Selflessness SBC’s only hope, Page says

Selflessness SBC’s only hope, Page says
Mark Kelly, Baptist Press
June 15, 2011

PHOENIX — If Southern Baptists are going to fulfill their

God-given mission in a lost world, they must deal with fragmentation and

self-centeredness and recommit themselves to gratitude, trust, unified ministry

and honesty, messengers were told during the opening session of the Southern

Baptist Convention (SBC) annual meeting June 14.

“We have been headed in the wrong direction, in several ways,” said Frank Page,

SBC Executive Committee (EC) president, during the EC’s report to the

convention. “Our convention is fracturing into various groups, some

theological, most methodological. Sometimes there is an honest difference of

opinion, but often there is self-centeredness that frequently mirrors our own

culture.

“Christ-like selflessness is our only hope.”

Photo by Van Payne

Frank Page, president of the SBC Executive Committee, gives the Executive Committee report during the morning session June 14 of the two-day Southern Baptist Convention Annual Meeting at the Phoenix Convention Center in Phoenix, Ariz.

While many have lamented a decline in giving through the SBC’s Cooperative

Program missions channel, Page cited statistics that showed total mission

expenditures in Southern Baptist churches also have declined over the past 20

years. In 1989, Southern Baptist congregations allocated 16.5 percent of their

total receipts to missions, but by 2009 that had declined to 12.32 percent.

“Our cooperating churches have not just shifted their Cooperative Program

dollars away from the Cooperative Program to other missions…,” Page said. “What

this means is that we have been keeping more of our dollars at home. While the

Cooperative Program certainly has taken its hit, it is our total mission giving

that is the real victim.”

As CEO of the Executive Committee, Page said he is working to rebuild trust by

reducing bureaucracy. EC staff has been reduced by 19 percent and the budget

has been cut 13.58 percent, Page said. The budget being presented to messengers

during the annual meeting allocates 95 percent of Cooperative Program dollars

to international missions, North American church planting and evangelism and

seminary education, Page said.

As a show of unity and support for cooperative missions, Page called to the

platform a large group of people — the 12 heads of Southern Baptist national

entities, executives of Baptist state conventions and a number of ethnic

fellowship presidents who had signed a document titled “Affirmation of Unity

and Cooperation.”

That document includes five core pledges:

  • “We pledge to maintain a relationship of mutual trust, behaving ourselves

    trustworthily before one another and trusting one another as brothers and

    sisters indwelt by the Holy Spirit of God. (Ephesians 4:20- 32; Philippians

    4:8; 2 Peter 1:3-8)

  • “We pledge to attribute the highest motives to those engaged in local church

    ministries and those engaged in denominational service in any level of

    Convention life — motives that originate within hearts truly desiring to serve

    the Lord Jesus Christ, whom we also serve. (1 Samuel 2:3; Matthew 7:1-5; 1

    Corinthians 4:1-5)

  • “We pledge to affirm the value of cooperative ministry as the most effective

    and efficient means of reaching a lost world with the message of the Gospel.

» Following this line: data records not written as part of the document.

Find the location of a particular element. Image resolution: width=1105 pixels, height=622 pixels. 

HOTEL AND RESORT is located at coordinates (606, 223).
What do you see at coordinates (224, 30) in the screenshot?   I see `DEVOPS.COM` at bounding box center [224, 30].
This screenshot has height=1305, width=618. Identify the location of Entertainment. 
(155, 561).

    (Acts 9:31; 1 Corinthians 16:1-23; Psalm 68:11; Ecclesiastes 4:9-12)

  • “We pledge to embrace our brothers and sisters of every ethnicity, race, and

    language as equal partners in our collective ministries to engage all people

    groups with the Gospel of Jesus Christ. (Matthew 28:18-20; Romans 16:25-27;

    Revelation 7:9)

  • “We pledge to continue to honor and affirm proportional giving through the

    Cooperative Program as the most effective means of mobilizing our churches and

    extending our outreach as Southern Baptists, enabling us to work together to

    evangelize the lost people of our world locally, regionally, nationally, and

    internationally. (Matthew 28:18-20, Acts 1:8, 20:20-21; Romans 10:14-17; 2

    Corinthians 8:1-13; 9:1-15)”

For Southern Baptists to be an effective mission force in a lost world,

however, grassroots leadership and rank-and-file church members also must renew

their commitments to unity and cooperation, Page said.

“As these SBC leaders stand with me, I want you the messengers to understand

these affirmations are not only for those standing with me,” Page said. “You

are the foundational base of any mission enterprise. Our unified ministry is

effective because you make it so — or you don’t. Through the Cooperative

Program, we can accomplish more than we could ever do alone.”

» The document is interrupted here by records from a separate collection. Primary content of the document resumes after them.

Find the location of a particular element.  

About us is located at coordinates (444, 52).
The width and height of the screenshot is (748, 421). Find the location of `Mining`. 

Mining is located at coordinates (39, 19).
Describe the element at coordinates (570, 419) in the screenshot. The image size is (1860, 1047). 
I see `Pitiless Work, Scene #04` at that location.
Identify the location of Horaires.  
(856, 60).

Referring to the account of four men who brought a hurting friend to Jesus for

healing in Mark 2, Page challenged Southern Baptists to commit themselves to

working together to help a hurting people at home and abroad.

“Let’s covenant together to reverse the declines in baptisms and mission giving

and Cooperative Program support for the sake of carrying the gospel of our Lord

Jesus Christ,” Page declared. “Let’s bring that hurting one to the One who can

minister to the physical but, most of all, the spiritual needs.”

The real problem in Southern Baptist life is spiritual, not logistical, Page

added.

“We spent a great deal of time and energy in the last two years dealing with

issues from the Great Commission Resurgence Task Force,” Page said. “I was a

member of that task force. My fear from the beginning was that if we were not

careful, we would spend a great deal of time with logistical issues, when the

bottom-line problem before us is not logistical as much as it is spiritual.

“Our great need is a heaven-sent revival that begins in our own hearts,” Page

said. “Unless and until that happens, there will be no increase in baptisms and

missions support. So, in all honesty, I stand before you today and tell you

that what we need is a Holy Ghost revival. God, may it be so.”

(EDITOR’S NOTE — Kelly is senior writer and assistant editor for Baptist Press.)